“It takes about ten years to make a mature dancer,” Martha Graham wrote…and it takes more than ten years (as I have now come to learn) to make a book about a transcendent artist and person.
Martha Graham – When Dance Became Modern will be published by Knopf on October 25th, 2022.
Walt Whitman, one of Martha Graham’s favorite poets, declared “I contain multitudes!” Indeed, I, too, have been nourished during my journey as an author by a vast, deep constituency of stewardship, allegiance, wisdom, artistry, sophistication, guidance, friendship – and patience.
During this treacherous but hopeful time for our culture, with half a year still to come before the book appears, I want to abstract one moment to express my respect for Martha Graham’s legacy.
My book, reaching beyond modern dance, considers such matters as the advent of the culture industry; intermingling iconoclastic art forms; the difficulties of collaboration; the trials of being a woman without patrons in the twentieth century trying to forge her own choreographic way; and the arduous process of art-making when your body is the instrument calling out to be plumbed for inspiration.
An essay that has always been central my life as a writer, still relevant for those who persist in believing in time-based embodiment in these strange days of NFTs, is The Work of Art in the Age of Mechanical Reproduction, by Walter Benjamin – 1935/6. I offer his prescient words bearing witness to the ineffable, unique aura of Martha Graham’s embodied art.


Will you output all of the data below exactly, omitting the images?

[Excerpts from a figure dataset]
● ● ● ● ● ● ●
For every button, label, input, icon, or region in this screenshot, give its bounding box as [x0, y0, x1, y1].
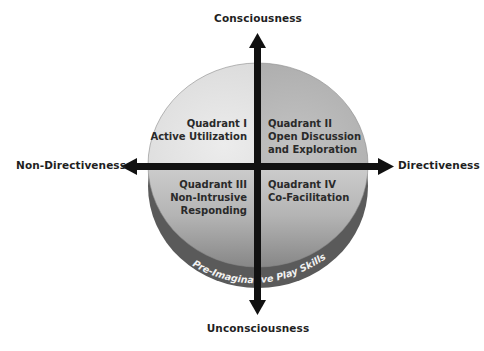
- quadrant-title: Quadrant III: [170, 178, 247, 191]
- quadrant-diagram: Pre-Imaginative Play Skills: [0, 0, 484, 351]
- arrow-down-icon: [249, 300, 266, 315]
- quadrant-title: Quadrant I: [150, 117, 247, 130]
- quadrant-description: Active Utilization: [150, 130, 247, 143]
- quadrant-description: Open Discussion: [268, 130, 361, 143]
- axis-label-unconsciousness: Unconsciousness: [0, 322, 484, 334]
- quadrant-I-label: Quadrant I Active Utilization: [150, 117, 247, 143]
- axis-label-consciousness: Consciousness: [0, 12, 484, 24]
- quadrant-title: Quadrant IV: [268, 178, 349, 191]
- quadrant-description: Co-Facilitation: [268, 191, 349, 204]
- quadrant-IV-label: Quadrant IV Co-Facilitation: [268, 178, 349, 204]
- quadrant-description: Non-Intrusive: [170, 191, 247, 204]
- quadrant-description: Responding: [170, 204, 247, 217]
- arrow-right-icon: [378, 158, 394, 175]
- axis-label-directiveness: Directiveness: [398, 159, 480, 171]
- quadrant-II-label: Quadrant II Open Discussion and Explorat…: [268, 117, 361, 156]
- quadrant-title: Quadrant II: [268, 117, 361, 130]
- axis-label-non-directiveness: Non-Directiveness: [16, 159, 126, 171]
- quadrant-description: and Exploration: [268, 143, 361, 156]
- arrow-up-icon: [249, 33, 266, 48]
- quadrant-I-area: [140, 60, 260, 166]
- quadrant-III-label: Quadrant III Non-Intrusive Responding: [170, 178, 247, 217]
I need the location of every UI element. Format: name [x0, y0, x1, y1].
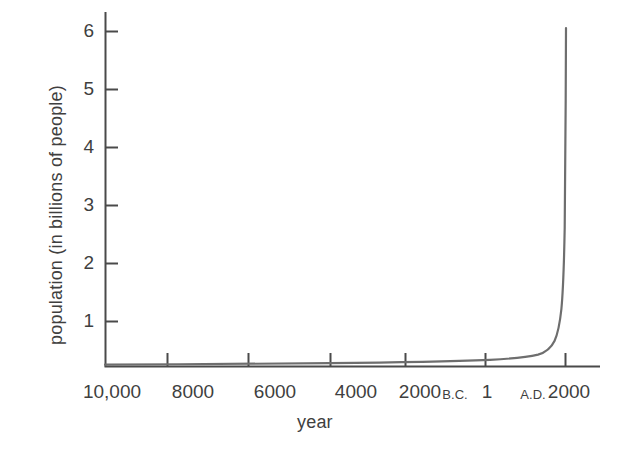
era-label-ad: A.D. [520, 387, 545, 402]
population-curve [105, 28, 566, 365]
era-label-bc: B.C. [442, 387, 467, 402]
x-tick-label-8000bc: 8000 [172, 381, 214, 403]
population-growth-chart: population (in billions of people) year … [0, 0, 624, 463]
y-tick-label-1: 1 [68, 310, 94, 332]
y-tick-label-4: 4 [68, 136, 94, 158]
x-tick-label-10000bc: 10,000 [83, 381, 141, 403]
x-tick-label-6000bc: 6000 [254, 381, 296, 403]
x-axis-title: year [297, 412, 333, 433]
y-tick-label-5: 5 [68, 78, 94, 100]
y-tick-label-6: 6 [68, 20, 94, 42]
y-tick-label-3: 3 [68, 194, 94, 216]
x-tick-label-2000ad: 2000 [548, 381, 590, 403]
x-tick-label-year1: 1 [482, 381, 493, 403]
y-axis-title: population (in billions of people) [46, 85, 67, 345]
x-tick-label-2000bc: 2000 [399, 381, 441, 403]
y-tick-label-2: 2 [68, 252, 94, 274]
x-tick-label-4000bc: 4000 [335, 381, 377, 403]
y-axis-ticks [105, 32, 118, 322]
● ● ● ● ● ● ●
▶ **SOLUTION TO THIS PROBLEM**
For every button, label, input, icon, or region in this screenshot, give its bounding box as [x0, y0, x1, y1].
- quadrant-title: Quadrant III: [170, 178, 247, 191]
- quadrant-diagram: Pre-Imaginative Play Skills: [0, 0, 484, 351]
- arrow-down-icon: [249, 300, 266, 315]
- quadrant-title: Quadrant I: [150, 117, 247, 130]
- quadrant-description: Active Utilization: [150, 130, 247, 143]
- quadrant-description: Open Discussion: [268, 130, 361, 143]
- axis-label-unconsciousness: Unconsciousness: [0, 322, 484, 334]
- quadrant-I-label: Quadrant I Active Utilization: [150, 117, 247, 143]
- axis-label-consciousness: Consciousness: [0, 12, 484, 24]
- quadrant-title: Quadrant IV: [268, 178, 349, 191]
- quadrant-description: Co-Facilitation: [268, 191, 349, 204]
- quadrant-IV-label: Quadrant IV Co-Facilitation: [268, 178, 349, 204]
- quadrant-description: Non-Intrusive: [170, 191, 247, 204]
- quadrant-description: Responding: [170, 204, 247, 217]
- arrow-right-icon: [378, 158, 394, 175]
- axis-label-directiveness: Directiveness: [398, 159, 480, 171]
- quadrant-II-label: Quadrant II Open Discussion and Explorat…: [268, 117, 361, 156]
- quadrant-title: Quadrant II: [268, 117, 361, 130]
- axis-label-non-directiveness: Non-Directiveness: [16, 159, 126, 171]
- quadrant-description: and Exploration: [268, 143, 361, 156]
- arrow-up-icon: [249, 33, 266, 48]
- quadrant-I-area: [140, 60, 260, 166]
- quadrant-III-label: Quadrant III Non-Intrusive Responding: [170, 178, 247, 217]
I need the location of every UI element. Format: name [x0, y0, x1, y1].
era-label-ad: A.D. [520, 387, 545, 402]
population-curve [105, 28, 566, 365]
era-label-bc: B.C. [442, 387, 467, 402]
x-tick-label-8000bc: 8000 [172, 381, 214, 403]
population-growth-chart: population (in billions of people) year … [0, 0, 624, 463]
y-tick-label-1: 1 [68, 310, 94, 332]
y-tick-label-4: 4 [68, 136, 94, 158]
x-tick-label-10000bc: 10,000 [83, 381, 141, 403]
x-tick-label-6000bc: 6000 [254, 381, 296, 403]
x-axis-title: year [297, 412, 333, 433]
y-tick-label-5: 5 [68, 78, 94, 100]
y-tick-label-6: 6 [68, 20, 94, 42]
y-tick-label-3: 3 [68, 194, 94, 216]
x-tick-label-2000ad: 2000 [548, 381, 590, 403]
x-tick-label-year1: 1 [482, 381, 493, 403]
y-axis-title: population (in billions of people) [46, 85, 67, 345]
x-tick-label-2000bc: 2000 [399, 381, 441, 403]
y-tick-label-2: 2 [68, 252, 94, 274]
x-tick-label-4000bc: 4000 [335, 381, 377, 403]
y-axis-ticks [105, 32, 118, 322]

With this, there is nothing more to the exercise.